On June 19, 1865, two and a half years after the Emancipation Proclamation was issued by President Lincoln, Union soldiers brought the news that the Civil War had ended to Texas, finally freeing enslaved people there.
Today, June 19 is known as Juneteenth and is celebrated as the official end of slavery in the United States. The Bridgehampton Child Care & Recreational Center will host a book fair with Diaspora Books this coming Tuesday to bring awareness to this day.
This is the first time the center will be hosting an event celebrating Juneteenth. Bonnie Cannon, the executive director at the center and a Southampton native, and Carol Spencer, the owner of book distributor Diaspora Books of Sag Harbor, both wish to spread knowledge and awareness of black history as a whole.
“You have Black History Month in February … and somebody once told me that Black History Month shouldn’t just be in February,” Ms. Cannon said.
Ms. Cannon is proud of how the center educates kids on their own culture. “At the center we don’t just study our culture and our history during February, we study it every day,” she said. “One of our goals is to get our community to realize who they are and where they came from.”
She is especially excited about Diaspora Books and Ms. Spencer’s involvement. “What better thing than to have Diaspora Books at the center to teach about African-Americans? It is an educational type of event and a celebration,” she said.
Many Juneteenth celebrations nationally are focused around education and self-improvement, and this event will adhere to that.
“We can celebrate through literacy and reading and learning … it’s not going to be a party, but there’s always going to be a gaining of knowledge,” Ms. Cannon said.
She said she is thrilled about the book fair as an opportunity for everyone to come together and learn about “who we are and why we’re valuable to society.”
Ms. Spencer had the idea for the book fair, contacting her friend Ms. Cannon about the opportunity.
“We’ve always been talking about doing an African-American book event there … I told Bonnie about Juneteeth and she liked the idea,” Ms. Spencer said.
Ms. Spencer started Diaspora Books in her retirement as a passion project. She was a librarian and always had a deep love of books.
Ms. Spencer told the story of a woman who bought a picture book she was selling and gave that book to her sister, a teacher at a school in Brooklyn where most of the students are minorities. She said that the children had never seen themselves in a book before. “I do this because they don’t see themselves in books. It’s not just history books I carry, I also carry books that are just fun, and they feature black children.”
The event will open with Ms. Spencer explaining what Juneteenth is and why it’s important, followed by readings from some of the books for sale.
The books being read from are “All Different Now: Juneteenth, the First Day of Freedom” by Angela Johnson, “Freedom’s Gifts: A Juneteenth Story” by Valerie Wesley, “Come Juneteenth” by Ann Rinaldi, and “Juneteenth for Mazie” by Floyd Cooper.
The books were ordered by the John Jermain Memorial Library through Diaspora Books.
A highlight of the book fair will be “Barracoon: The Story of the Last ‘Black Cargo’” by Zora Neale Hurston. This highly anticipated book has been released decades after Hurston tried getting it published, originally rejected because it was an interview written in dialect, not standard English language.
It tells the story of Cudjo Lewis, the last surviving former slave who had made the Middle Passage. He told his story to Hurston when he was 86 years old.
“It’s highlighted because Juneteenth is the official end of slavery … I think that this ties in very nicely with the whole idea and is very exciting,” Ms. Spencer said.
The event is open to both children and adults, though Ms. Cannon is more concerned with quality rather than quantity. “If just one child takes something away, then its a success to me.”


• **Activity**
Everything below from the line with "Identify the location of div: Lịch" to the last line, both included, is to be written out exactly, with nothing added.

• **Dataset excerpts**

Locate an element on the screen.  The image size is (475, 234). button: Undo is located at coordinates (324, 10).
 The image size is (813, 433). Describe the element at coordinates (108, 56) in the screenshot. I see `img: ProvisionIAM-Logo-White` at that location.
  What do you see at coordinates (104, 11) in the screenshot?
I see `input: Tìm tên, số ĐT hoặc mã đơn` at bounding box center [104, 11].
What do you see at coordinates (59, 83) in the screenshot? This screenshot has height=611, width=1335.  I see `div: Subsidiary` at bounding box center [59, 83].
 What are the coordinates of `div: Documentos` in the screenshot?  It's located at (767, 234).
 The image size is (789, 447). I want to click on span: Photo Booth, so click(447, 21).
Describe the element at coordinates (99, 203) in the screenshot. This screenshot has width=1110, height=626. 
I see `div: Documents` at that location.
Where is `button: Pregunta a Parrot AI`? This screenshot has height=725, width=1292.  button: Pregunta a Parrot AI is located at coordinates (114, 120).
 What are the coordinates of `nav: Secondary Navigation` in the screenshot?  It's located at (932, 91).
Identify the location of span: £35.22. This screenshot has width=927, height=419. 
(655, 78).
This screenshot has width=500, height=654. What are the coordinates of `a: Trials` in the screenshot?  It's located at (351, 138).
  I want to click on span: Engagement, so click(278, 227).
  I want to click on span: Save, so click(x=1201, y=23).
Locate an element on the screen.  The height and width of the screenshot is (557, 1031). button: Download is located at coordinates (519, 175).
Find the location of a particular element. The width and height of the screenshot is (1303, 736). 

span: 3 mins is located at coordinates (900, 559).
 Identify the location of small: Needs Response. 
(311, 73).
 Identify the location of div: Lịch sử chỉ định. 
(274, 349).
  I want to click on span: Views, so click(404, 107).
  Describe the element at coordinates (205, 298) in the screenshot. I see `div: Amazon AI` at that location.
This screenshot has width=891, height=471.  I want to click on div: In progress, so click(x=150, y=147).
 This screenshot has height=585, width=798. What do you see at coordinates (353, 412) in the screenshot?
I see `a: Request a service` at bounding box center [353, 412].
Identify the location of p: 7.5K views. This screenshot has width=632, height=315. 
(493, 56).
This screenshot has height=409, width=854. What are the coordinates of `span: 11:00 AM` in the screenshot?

• **Final answer**
 Identify the location of div: Lịch sử chỉ định. 
(274, 349).
  I want to click on span: Views, so click(404, 107).
  Describe the element at coordinates (205, 298) in the screenshot. I see `div: Amazon AI` at that location.
This screenshot has width=891, height=471.  I want to click on div: In progress, so click(x=150, y=147).
 This screenshot has height=585, width=798. What do you see at coordinates (353, 412) in the screenshot?
I see `a: Request a service` at bounding box center [353, 412].
Identify the location of p: 7.5K views. This screenshot has width=632, height=315. 
(493, 56).
This screenshot has height=409, width=854. What are the coordinates of `span: 11:00 AM` in the screenshot?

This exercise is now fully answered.